Abstract

The paper explores different ways of thinking about evaluating cultural resources in East–West migration in Europe and broader international migration. It goes beyond the dominant Bourdieusian approaches used to evaluate migration in terms of cultural capital, which tend to measure migrants’ cultural competencies as calculable entities and overlook emergent regimes of value often leading to the exclusion of itinerant people. The paper draws on the ideas of Gilles Deleuze and Friedrich Nietzsche to reformulate value in relation to transnational cultural resources, re‐think distance in negotiation of cultural preferences, and highlight spatio‐temporal uncertainty of evaluation. It unsettles the attempts to represent cultural resources of migrants solely in relation to the external system of values, determined in relation to Bourdieu's habitus. It argues that in the process of migration habitus mediates what things are valued, converted, and exchanged in different contexts, but obscures emergent, affective practices and attitudes. To attend to these mobile practices, the paper explores evaluations as “ways of being” and highlights active or becoming evaluation that expresses the migrants’ relational movement with the world. Using a range of qualitative examples from a long‐term study of Eastern European migration to Scotland, it questions the placement of evaluation in relation to a region and specific type of migration. The paper challenges the existence of a self‐defining migrant subject making evaluations and highlights the emergence of hybrid arrangements of people, memories, and things in migration. It considers how such migration “assemblages” redefine “minor” in existing systems of cultural validation and expand cultural con/dis‐junctions. It highlights temporal and spatial uncertainty of evaluation and expresses multiple evaluating claims in migration that are not teleological or subordinated to consciousness. It concludes with conceptual observations about the use of “nomadic” thinking, the language of multiplicity, non‐representation, and immanent production of difference in migration research.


Prompt: Tally the lines in the data below where the word "Validated" appears, and give the tally alone.

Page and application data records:

---------------

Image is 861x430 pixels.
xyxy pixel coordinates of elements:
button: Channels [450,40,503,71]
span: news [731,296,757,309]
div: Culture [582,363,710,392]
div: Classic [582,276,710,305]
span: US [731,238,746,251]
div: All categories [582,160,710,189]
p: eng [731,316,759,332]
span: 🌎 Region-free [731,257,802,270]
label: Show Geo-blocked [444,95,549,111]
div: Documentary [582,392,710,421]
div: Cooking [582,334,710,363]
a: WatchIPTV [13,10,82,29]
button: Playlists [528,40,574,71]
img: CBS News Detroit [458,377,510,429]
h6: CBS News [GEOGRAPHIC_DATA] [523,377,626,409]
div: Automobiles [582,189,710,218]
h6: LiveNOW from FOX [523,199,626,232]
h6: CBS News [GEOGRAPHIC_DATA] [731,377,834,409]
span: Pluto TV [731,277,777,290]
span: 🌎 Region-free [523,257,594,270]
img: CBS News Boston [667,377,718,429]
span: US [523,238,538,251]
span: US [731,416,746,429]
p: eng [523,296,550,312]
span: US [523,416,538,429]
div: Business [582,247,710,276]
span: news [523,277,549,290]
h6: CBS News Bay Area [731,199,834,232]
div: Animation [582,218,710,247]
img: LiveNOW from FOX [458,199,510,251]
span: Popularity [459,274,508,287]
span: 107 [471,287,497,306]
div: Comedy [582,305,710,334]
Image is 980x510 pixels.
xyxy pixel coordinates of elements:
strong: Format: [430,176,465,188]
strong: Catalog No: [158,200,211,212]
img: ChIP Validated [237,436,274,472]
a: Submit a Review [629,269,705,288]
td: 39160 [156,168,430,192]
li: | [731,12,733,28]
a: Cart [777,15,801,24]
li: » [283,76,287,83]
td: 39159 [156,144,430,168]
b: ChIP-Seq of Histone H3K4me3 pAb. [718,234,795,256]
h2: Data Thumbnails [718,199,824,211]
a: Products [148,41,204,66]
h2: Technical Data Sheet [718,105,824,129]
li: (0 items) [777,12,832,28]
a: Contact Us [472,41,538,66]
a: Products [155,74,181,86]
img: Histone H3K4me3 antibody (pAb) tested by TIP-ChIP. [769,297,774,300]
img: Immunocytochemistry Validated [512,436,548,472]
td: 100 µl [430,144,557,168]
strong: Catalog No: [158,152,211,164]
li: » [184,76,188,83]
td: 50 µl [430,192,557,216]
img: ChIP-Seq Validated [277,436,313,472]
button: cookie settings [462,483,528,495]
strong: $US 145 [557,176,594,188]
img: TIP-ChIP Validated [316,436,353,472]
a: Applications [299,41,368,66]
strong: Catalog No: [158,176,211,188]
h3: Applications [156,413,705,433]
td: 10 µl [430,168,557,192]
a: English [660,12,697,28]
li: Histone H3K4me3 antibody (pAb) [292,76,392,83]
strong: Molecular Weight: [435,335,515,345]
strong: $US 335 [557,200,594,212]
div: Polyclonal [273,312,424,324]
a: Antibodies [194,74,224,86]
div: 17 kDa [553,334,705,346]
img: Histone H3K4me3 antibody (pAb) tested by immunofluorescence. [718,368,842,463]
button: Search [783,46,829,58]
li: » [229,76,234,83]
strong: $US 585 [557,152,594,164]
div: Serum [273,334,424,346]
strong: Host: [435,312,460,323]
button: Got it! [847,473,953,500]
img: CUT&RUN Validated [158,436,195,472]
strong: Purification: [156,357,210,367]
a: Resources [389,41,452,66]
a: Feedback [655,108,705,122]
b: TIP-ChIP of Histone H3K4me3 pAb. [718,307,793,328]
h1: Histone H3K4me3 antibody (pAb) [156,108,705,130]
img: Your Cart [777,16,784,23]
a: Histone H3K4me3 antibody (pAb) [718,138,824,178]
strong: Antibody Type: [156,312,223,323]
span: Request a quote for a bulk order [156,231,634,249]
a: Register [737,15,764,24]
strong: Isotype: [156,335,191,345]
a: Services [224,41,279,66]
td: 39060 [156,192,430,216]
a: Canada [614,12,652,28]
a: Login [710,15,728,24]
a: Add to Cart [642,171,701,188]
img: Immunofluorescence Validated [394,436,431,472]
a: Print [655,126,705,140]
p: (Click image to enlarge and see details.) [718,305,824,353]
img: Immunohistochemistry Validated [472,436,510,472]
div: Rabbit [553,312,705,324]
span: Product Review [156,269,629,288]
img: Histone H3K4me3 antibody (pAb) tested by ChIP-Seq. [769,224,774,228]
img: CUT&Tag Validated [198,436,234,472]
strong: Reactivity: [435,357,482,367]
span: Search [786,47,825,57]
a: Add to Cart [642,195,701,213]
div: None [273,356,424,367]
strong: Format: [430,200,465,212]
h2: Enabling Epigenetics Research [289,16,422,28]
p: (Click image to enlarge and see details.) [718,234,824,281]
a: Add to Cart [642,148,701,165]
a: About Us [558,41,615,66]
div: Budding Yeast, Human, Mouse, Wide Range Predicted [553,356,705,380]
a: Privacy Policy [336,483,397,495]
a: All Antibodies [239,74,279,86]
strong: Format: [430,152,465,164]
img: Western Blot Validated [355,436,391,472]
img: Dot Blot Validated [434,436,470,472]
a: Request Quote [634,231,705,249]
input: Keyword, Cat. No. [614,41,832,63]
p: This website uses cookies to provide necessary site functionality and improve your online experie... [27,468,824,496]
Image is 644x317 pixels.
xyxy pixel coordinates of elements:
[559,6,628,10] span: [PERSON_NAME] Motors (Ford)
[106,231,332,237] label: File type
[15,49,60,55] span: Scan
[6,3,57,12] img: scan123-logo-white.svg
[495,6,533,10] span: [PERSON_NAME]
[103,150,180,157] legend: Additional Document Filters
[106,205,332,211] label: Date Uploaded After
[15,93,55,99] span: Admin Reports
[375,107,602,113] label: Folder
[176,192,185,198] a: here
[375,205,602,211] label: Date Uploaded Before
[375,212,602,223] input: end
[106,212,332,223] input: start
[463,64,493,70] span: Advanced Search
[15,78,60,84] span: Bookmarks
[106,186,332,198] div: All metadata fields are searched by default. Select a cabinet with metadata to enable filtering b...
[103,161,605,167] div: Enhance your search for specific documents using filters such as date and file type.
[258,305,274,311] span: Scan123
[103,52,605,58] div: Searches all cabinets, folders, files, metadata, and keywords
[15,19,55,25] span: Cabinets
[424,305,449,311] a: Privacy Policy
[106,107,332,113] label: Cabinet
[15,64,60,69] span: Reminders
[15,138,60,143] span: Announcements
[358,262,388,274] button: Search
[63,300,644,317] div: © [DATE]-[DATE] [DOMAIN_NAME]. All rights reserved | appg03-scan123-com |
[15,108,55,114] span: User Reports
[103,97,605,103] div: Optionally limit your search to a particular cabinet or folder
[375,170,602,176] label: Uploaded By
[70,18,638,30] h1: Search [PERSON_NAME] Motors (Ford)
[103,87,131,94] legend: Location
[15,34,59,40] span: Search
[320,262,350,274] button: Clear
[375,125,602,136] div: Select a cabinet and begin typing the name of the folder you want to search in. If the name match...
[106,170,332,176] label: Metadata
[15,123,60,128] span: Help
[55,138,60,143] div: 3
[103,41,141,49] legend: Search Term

---------------

Response below: 10